I’ve heard that Thomas once was dictating the texts of four separate books, simultaneously, as he walked around the room, to each of four secretaries set in the corners. But the most charming story about Thomas that I’ve heard shows his deep humility. His fellow Dominican students wanted to play a trick on him. All at once they shouted, as they were looking out of the window, “Thomas, look! A flying pig!” He came on over, and they roared with laughter. When they asked him why he came to look, he said, with a shrug, “I thought it was more likely that a pig could fly than that a Dominican would tell a lie.

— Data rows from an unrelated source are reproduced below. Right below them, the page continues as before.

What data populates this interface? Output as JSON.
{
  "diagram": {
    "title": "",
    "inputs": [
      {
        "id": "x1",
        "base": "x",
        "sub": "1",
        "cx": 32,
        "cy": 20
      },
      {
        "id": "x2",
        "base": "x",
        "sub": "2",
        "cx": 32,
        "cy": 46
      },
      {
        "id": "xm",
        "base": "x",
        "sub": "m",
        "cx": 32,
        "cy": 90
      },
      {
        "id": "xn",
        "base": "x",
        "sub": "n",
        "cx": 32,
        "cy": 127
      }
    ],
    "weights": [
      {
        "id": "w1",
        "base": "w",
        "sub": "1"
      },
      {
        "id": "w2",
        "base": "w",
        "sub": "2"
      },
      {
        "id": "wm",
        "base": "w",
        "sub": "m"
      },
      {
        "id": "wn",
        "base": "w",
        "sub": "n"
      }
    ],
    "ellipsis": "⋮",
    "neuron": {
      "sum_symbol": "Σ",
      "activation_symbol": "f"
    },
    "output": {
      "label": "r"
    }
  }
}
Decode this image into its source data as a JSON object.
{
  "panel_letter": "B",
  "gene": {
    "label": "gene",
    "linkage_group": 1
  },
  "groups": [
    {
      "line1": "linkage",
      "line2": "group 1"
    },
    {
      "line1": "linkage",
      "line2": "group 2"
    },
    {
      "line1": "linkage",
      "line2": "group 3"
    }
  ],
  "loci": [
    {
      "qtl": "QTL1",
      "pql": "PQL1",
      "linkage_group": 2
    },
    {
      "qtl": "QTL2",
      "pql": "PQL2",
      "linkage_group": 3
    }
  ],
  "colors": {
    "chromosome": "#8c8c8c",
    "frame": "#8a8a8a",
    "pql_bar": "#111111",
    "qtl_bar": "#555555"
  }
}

So then, in 1264, when Thomas’s reputation was established all over Europe, Pope Urban IV asked him to compose the hymns for the office of the recently established feast of Corpus Christi — the Body of Christ. I don’t know about you, but I wouldn’t expect professors of philosophy or theology to be able to come up with brilliant poetry on request. Thomas did just that: in the hymns Pange, lingua (which ends with the two stanzas known by their first words, Tantum ergo), Verbum supernum (which ends with the two stanzas known by their first words, O Salutaris), the sequence Lauda, Sion, and Sacris solemniis, whose penultimate stanza, beginning with Panis angelicus, Franck set to music.
I’ll give the text below in Latin, followed by a literal translation in English prose. The words express the humility of God, if we may use that phrase without blame. That God should speak to us — that’s already an act of infinite descent. But that he should become our bread — no one could have imagined. Meanwhile, enjoy this heart-wringing rendition by Luciano Pavarotti and his father, singing together, as they had also done in church when the great one was only a boy.
Panis angelicus
fit panis hominum;
dat panis caelicus
figuris terminum.
O res mirabilis!
Manducat Dominum
pauper, servum, et humilis.
The Bread of angels becomes the bread of men; the Bread from heaven puts an end to mere images. What a wondrous thing! The poor man, the servant, and the lowly feed upon their Lord.Note: Paid subscribers have unlimited access on demand to our archive of over 1,000 posts; our most recent posts remain available to all for several weeks after each publication. We think of the archive as a little treasure trove, and we hope that our readers will revisit and share our posts with others as we continue our mission of reclaiming — one good thing at a time — the beautiful and the true!


PANIS ANGELICUS is among the most beautiful hymns ever written. Thank you for reminding us. Saint Thomas Aquinas, pray for us.
Pavarotti and his father! I have always loved hearing the former sing this hymn, and now there is a deeper dimension to appreciate. Thank you.